I want one!
I want one! This was the enthusiastic reaction of a Brazilian student after her first encounter with a scintillometer at the CloudRoots campaign in Amazonia. The scintillometer is indeed a special instrument that deserves admiration. It measures the turbulent transports of heat, water vapour and CO2 through the atmosphere over path of 50m to 10km depending on the type of scintillometer. It is an essential ingredient of the CloudRoots toolkit as it allows us to measure these transports over short time intervals of only 10 seconds. This makes it possible to study the influence of individual cumulus cloud shading on surface processes and how that feeds back to the formation of clouds, where the clouds effectively are rooted in the vegetation.
So much about the scintillometer technique. Let’s talk about us, the CloudRoots team. The busy days of installation of all equipment are behind us and the campaign goes well. Every day we babysit the equipment, trying not to interfere with the measurements too much and in the meantime we started to work on the data. Also there is now time to enjoy camp-life and write a piece for the blog. I am sitting behind my laptop with a cup of coffee eating some freshly baked banana chips.
Some of us have been here over 2 weeks and we consider ourselves camp veterans already. We mastered the art of sleeping sideways in a hammock, we look ahead when serving food knowing that the best dishes may be down the line, we bring a flash light to night time restroom visits to scare away the snakes, those sort of things. Snakes, monkeys, parrots, mutums, toucans and more, we have seen it all. There is a camp crocodile that lives in a small pond around the corner.
Today Mauricio, Antonio and James, the local technicians are converting a big cable reel into a set of outdoors tables. Some of us are keep in shape walking up and down the 325m tower a couple of times a week. Others make use of the make-shift gym. Latest, exciting development is that Andre, a new cook arrived. We had not much to complain about before with regularly barbequed tambaqui (big, fatty river fish) and fresh tapioca in the morning. But with the arrival of Andre we are eating Michelin star food in the middle of the jungle. Life is good, the weather cooperates, the instruments cooperate and although we sometimes feel tired (“snoring” is a theme often discussed at the 6:00 breakfast) our spirits are high.
Back to scintillometers. What I didn’t mention yet is that they consist of a transmitter and receiver and we brought two systems. Installing them was not a trivial task as we had to climb all of the towers to 60m height with the heavy equipment. Here we have to mention the great help we got from “tower whisperer” Valmir Ferreira, already mentioned and hailed in a previous blog. He climbed the tower to install the laser scintillometer receiver in one long haul of 4 hours of being in the tower hanging in his harness. He is and always will be our hero. The scintillometer is a photogenic instrument. If you look well you can see a small red dot in the opposite tower marking the transmitter position. At night the other scintillometer at the ATTO tower lights up the platform where the CloudRoots team gathered most of the equipment.
That is it for today. A shower announced itself with gusts of cool winds, but it seems that the rain will fall a few kilometres away from us. Life is and remains good. Tudo está bem!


- _ASSIGNMENT_:
What's required is a verbatim printout of all the data.

- _GIVEN ENTRIES_:
== Segment start ==

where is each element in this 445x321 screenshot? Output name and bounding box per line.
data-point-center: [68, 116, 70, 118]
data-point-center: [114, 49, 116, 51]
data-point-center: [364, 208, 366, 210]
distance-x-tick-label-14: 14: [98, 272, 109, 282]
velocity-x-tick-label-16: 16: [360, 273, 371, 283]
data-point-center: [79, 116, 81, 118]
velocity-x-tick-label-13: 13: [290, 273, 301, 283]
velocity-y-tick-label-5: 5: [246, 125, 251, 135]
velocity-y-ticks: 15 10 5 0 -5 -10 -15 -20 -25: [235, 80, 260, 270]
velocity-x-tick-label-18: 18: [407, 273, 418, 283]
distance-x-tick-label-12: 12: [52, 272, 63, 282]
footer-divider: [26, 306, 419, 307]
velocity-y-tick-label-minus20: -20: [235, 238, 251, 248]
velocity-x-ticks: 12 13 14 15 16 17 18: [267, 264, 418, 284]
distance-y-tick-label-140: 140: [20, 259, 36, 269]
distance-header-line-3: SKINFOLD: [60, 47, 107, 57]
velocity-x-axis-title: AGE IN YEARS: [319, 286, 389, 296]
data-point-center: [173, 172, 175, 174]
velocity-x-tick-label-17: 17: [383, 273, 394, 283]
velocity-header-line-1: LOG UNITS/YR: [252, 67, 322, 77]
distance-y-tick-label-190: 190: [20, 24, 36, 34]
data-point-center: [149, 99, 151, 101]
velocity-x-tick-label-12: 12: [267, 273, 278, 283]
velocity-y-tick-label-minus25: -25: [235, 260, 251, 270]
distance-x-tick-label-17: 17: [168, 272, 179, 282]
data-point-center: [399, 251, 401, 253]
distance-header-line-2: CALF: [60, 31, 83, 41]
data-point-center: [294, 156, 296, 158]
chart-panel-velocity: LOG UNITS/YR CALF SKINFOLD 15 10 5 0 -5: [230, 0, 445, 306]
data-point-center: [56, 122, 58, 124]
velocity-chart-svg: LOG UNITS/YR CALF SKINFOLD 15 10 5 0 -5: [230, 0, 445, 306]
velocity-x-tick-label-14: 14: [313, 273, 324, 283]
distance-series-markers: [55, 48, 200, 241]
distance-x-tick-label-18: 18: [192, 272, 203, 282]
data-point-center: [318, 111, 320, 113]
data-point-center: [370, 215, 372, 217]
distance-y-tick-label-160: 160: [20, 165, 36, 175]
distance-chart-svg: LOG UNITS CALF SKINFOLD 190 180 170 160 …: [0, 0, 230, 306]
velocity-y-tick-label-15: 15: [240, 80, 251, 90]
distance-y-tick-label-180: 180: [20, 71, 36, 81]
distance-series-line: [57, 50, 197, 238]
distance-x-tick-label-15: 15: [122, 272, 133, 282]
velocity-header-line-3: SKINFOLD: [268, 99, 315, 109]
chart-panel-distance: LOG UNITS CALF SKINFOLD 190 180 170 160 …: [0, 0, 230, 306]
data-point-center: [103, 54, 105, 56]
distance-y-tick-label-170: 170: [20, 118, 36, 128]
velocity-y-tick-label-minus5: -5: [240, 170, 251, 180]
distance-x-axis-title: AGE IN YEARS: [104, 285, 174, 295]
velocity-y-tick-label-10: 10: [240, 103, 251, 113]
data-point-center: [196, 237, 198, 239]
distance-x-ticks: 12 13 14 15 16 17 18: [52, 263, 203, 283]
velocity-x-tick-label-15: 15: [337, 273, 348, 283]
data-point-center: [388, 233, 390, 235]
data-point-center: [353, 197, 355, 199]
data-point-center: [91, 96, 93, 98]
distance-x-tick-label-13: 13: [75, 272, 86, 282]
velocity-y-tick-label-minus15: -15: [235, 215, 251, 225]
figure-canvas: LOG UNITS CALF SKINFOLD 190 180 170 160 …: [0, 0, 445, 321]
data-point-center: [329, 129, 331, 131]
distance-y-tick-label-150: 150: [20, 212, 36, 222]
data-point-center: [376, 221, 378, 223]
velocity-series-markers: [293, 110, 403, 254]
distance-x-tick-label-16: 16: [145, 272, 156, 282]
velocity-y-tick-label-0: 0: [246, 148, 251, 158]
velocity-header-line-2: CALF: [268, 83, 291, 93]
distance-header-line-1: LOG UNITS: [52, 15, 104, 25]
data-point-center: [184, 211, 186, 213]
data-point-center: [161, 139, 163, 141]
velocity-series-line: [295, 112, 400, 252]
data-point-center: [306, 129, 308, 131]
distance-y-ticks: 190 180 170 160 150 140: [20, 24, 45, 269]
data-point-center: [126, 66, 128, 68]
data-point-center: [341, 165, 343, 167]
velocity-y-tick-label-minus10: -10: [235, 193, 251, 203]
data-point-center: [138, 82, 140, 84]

== Segment end ==

- _YOUR RESPONSE_:
where is each element in this 445x321 screenshot? Output name and bounding box per line.
data-point-center: [68, 116, 70, 118]
data-point-center: [114, 49, 116, 51]
data-point-center: [364, 208, 366, 210]
distance-x-tick-label-14: 14: [98, 272, 109, 282]
velocity-x-tick-label-16: 16: [360, 273, 371, 283]
data-point-center: [79, 116, 81, 118]
velocity-x-tick-label-13: 13: [290, 273, 301, 283]
velocity-y-tick-label-5: 5: [246, 125, 251, 135]
velocity-y-ticks: 15 10 5 0 -5 -10 -15 -20 -25: [235, 80, 260, 270]
velocity-x-tick-label-18: 18: [407, 273, 418, 283]
distance-x-tick-label-12: 12: [52, 272, 63, 282]
footer-divider: [26, 306, 419, 307]
velocity-y-tick-label-minus20: -20: [235, 238, 251, 248]
velocity-x-ticks: 12 13 14 15 16 17 18: [267, 264, 418, 284]
distance-y-tick-label-140: 140: [20, 259, 36, 269]
distance-header-line-3: SKINFOLD: [60, 47, 107, 57]
velocity-x-axis-title: AGE IN YEARS: [319, 286, 389, 296]
data-point-center: [173, 172, 175, 174]
velocity-x-tick-label-17: 17: [383, 273, 394, 283]
velocity-header-line-1: LOG UNITS/YR: [252, 67, 322, 77]
distance-y-tick-label-190: 190: [20, 24, 36, 34]
data-point-center: [149, 99, 151, 101]
velocity-x-tick-label-12: 12: [267, 273, 278, 283]
velocity-y-tick-label-minus25: -25: [235, 260, 251, 270]
distance-x-tick-label-17: 17: [168, 272, 179, 282]
data-point-center: [399, 251, 401, 253]
distance-header-line-2: CALF: [60, 31, 83, 41]
data-point-center: [294, 156, 296, 158]
chart-panel-velocity: LOG UNITS/YR CALF SKINFOLD 15 10 5 0 -5: [230, 0, 445, 306]
data-point-center: [56, 122, 58, 124]
velocity-chart-svg: LOG UNITS/YR CALF SKINFOLD 15 10 5 0 -5: [230, 0, 445, 306]
velocity-x-tick-label-14: 14: [313, 273, 324, 283]
distance-series-markers: [55, 48, 200, 241]
distance-x-tick-label-18: 18: [192, 272, 203, 282]
data-point-center: [318, 111, 320, 113]
data-point-center: [370, 215, 372, 217]
distance-y-tick-label-160: 160: [20, 165, 36, 175]
distance-chart-svg: LOG UNITS CALF SKINFOLD 190 180 170 160 …: [0, 0, 230, 306]
velocity-y-tick-label-15: 15: [240, 80, 251, 90]
distance-y-tick-label-180: 180: [20, 71, 36, 81]
distance-series-line: [57, 50, 197, 238]
distance-x-tick-label-15: 15: [122, 272, 133, 282]
velocity-header-line-3: SKINFOLD: [268, 99, 315, 109]
chart-panel-distance: LOG UNITS CALF SKINFOLD 190 180 170 160 …: [0, 0, 230, 306]
data-point-center: [103, 54, 105, 56]
distance-y-tick-label-170: 170: [20, 118, 36, 128]
velocity-y-tick-label-minus5: -5: [240, 170, 251, 180]
distance-x-axis-title: AGE IN YEARS: [104, 285, 174, 295]
velocity-y-tick-label-10: 10: [240, 103, 251, 113]
data-point-center: [196, 237, 198, 239]
distance-x-ticks: 12 13 14 15 16 17 18: [52, 263, 203, 283]
velocity-x-tick-label-15: 15: [337, 273, 348, 283]
data-point-center: [388, 233, 390, 235]
data-point-center: [353, 197, 355, 199]
data-point-center: [91, 96, 93, 98]
distance-x-tick-label-13: 13: [75, 272, 86, 282]
velocity-y-tick-label-minus15: -15: [235, 215, 251, 225]
figure-canvas: LOG UNITS CALF SKINFOLD 190 180 170 160 …: [0, 0, 445, 321]
data-point-center: [329, 129, 331, 131]
distance-y-tick-label-150: 150: [20, 212, 36, 222]
data-point-center: [376, 221, 378, 223]
velocity-series-markers: [293, 110, 403, 254]
distance-x-tick-label-16: 16: [145, 272, 156, 282]
velocity-y-tick-label-0: 0: [246, 148, 251, 158]
velocity-header-line-2: CALF: [268, 83, 291, 93]
distance-header-line-1: LOG UNITS: [52, 15, 104, 25]
data-point-center: [184, 211, 186, 213]
data-point-center: [161, 139, 163, 141]
velocity-series-line: [295, 112, 400, 252]
data-point-center: [306, 129, 308, 131]
distance-y-ticks: 190 180 170 160 150 140: [20, 24, 45, 269]
data-point-center: [126, 66, 128, 68]
data-point-center: [341, 165, 343, 167]
velocity-y-tick-label-minus10: -10: [235, 193, 251, 203]
data-point-center: [138, 82, 140, 84]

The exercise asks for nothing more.